- What people don't understand is, when you've had a life and worked as hard as I have in some shows, you miss it terribly. I'm afraid I tend to find myself sitting and waiting for my life to start again, a lot.
- The green room and dressing room would flood when they did shower scenes and when they eventually gave us a green room upstairs, even that was extremely basic. Stars in Australia are treated like any other worker. Why should you expect more? But believe me, they were making a lot of money out of us.
- our previous accomplishments are not considered much, they don't take them into consideration when they're casting. We don't act like stars because we don't get treated like stars. [Mind you] that can be a good thing..
- It works in our favour overseas.
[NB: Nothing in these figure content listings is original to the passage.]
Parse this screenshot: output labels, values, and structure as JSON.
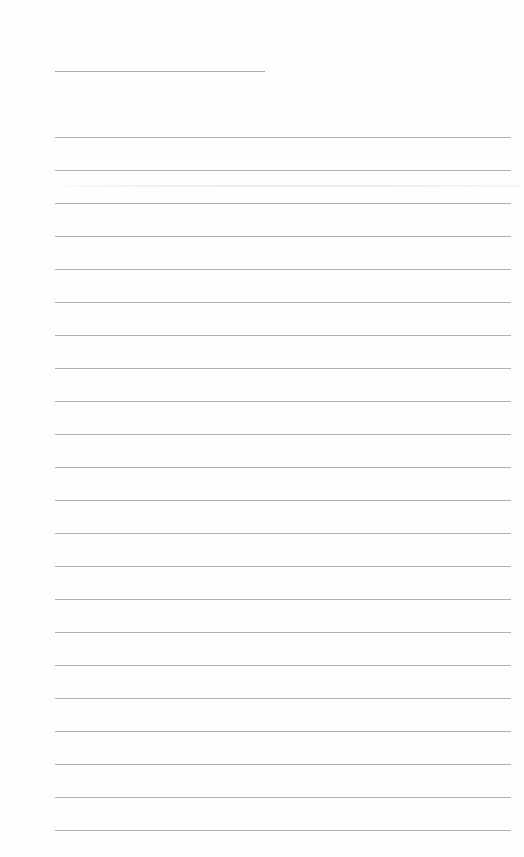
{
  "document": {
    "type": "blank ruled sheet",
    "title_line": {
      "x": 55,
      "y": 71,
      "width": 210
    },
    "ruled_lines": {
      "count": 22,
      "start_y": 137,
      "spacing": 33,
      "x_start": 55,
      "x_end": 511
    },
    "line_color": "#a6a6a6",
    "background_color": "#fefefe"
  }
}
We don't expect it because we're not used to it.
- We were put in a tunnel, no money was spent on looking after us personally, or our comfort. We had to ask to make cups of tea and stuff. Mind you, working in the theatre in England if you were touring was similar.
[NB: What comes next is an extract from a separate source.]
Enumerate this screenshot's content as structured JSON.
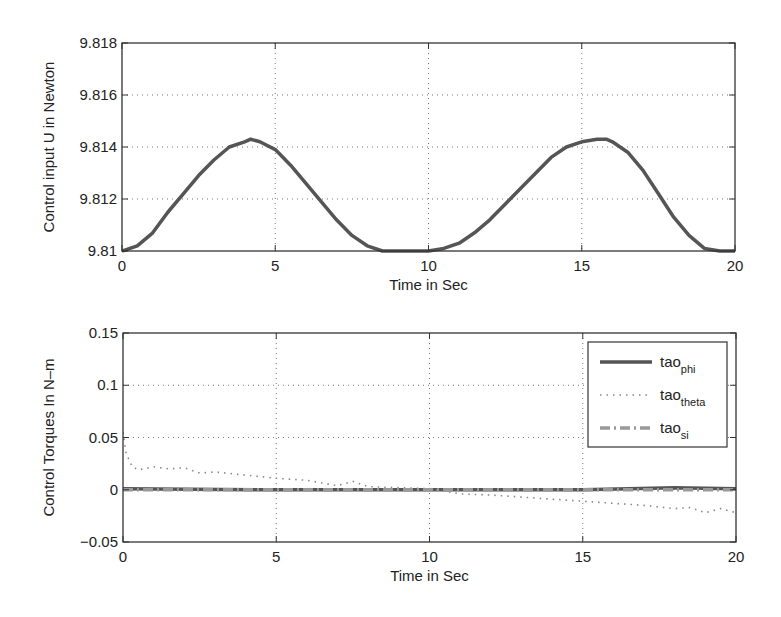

- It's amazing it's lasted this long, but I'm obviously not popular enough to get invited to the Logies this year, which I thought was a bit rude - I've got three of them! They're too long ago I think that's the problem.
- My record was actually shooting 21 scenes in one day. When I tell English and American actresses that, they don't believe me... We were producing 96 hours a year, nobody does that anymore.
- But there's not the work. I had far more work when I lived in England than I've had here. I came back from England and had no work for 10 years. I came back to nothing.
- I'd rather be working than anything else, and I'm still capable.
- I don't think anyone realises these days how many hours we worked. I was contracted to 12 hours a day, but I know for a fact I did more scenes than anyone else.